The European Commission tabled proposals to recast the WEEE and RoHS directives on 3 December.
According to the EU executive, the review aims to tackle the technical, legal and administrative difficulties related to the current directives and cut down related unintended costs and burden on market actors and administrations.
Environment Commissioner Stavros Dimas also referred to the review as "an opportunity for EU companies to innovate and have access to valuable raw materials" as the bloc seeks to become a resource-efficient economy and encourage sustainable consumption and production.

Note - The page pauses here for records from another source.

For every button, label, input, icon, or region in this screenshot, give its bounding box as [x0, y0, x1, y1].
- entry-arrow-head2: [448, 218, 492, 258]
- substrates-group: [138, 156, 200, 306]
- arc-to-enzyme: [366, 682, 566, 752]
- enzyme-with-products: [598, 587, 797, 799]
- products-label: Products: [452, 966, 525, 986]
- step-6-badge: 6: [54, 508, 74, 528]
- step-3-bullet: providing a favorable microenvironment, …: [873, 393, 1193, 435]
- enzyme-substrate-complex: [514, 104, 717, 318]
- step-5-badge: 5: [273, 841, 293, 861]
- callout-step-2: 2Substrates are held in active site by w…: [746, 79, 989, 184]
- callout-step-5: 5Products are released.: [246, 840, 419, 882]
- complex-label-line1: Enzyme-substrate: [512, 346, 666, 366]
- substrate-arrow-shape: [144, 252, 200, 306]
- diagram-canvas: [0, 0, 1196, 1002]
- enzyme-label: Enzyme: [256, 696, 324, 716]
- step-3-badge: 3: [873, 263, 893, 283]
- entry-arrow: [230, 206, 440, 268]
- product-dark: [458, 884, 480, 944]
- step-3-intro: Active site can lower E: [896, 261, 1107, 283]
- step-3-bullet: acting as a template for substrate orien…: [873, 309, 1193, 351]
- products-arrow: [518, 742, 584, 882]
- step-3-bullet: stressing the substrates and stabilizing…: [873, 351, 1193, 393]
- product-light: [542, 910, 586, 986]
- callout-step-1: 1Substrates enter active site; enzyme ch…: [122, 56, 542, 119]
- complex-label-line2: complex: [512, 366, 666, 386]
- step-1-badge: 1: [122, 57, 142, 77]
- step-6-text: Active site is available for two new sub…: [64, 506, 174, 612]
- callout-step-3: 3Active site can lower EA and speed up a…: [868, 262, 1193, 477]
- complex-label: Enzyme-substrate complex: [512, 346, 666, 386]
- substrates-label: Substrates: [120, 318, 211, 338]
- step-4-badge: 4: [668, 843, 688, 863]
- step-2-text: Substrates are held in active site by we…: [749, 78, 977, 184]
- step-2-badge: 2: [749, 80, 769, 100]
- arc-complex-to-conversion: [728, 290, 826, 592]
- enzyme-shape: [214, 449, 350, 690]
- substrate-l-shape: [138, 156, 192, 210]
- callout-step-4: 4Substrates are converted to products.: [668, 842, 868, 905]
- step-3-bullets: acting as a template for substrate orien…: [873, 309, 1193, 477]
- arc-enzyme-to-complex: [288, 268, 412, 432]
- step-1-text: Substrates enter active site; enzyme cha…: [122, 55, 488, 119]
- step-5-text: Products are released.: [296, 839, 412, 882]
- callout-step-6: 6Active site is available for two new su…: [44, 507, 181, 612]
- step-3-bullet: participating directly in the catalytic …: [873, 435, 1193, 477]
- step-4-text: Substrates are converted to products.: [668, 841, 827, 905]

Changes proposed for the two directives include:
- Change in the collection target from the current 4kg/capita per year ('one size fits all') to a variable binding target that takes into account the economies of individual member states (65% of the average weight of electrical and electronic equipment placed on the market over the two previous years);
- including the re-use of whole appliances in the recycling and re-use target in order to encourage re-use;
- increasing the re-use and recycling target by 5%;
- listing priority substances posing particular environmental concerns when used in electrical and electronic equipment, to be assessed in line with the EU's REACH regulation on chemicals with a view to a possible ban in the future;
- harmonised EU-level registration and reporting obligations for producers;
- minimum inspection requirements for member states to strengthen the enforcement of the directive and monitor requirements for shipping WEEE.
The EU executive is also asking member states to encourage producers to finance the costs of separate collection from private households and shift the costs of WEEE collection from taxpayers to consumers of electrical and electronic equipment (through producers) to bring financing in line with the 'polluter pays' principle set out in the EU Treaties.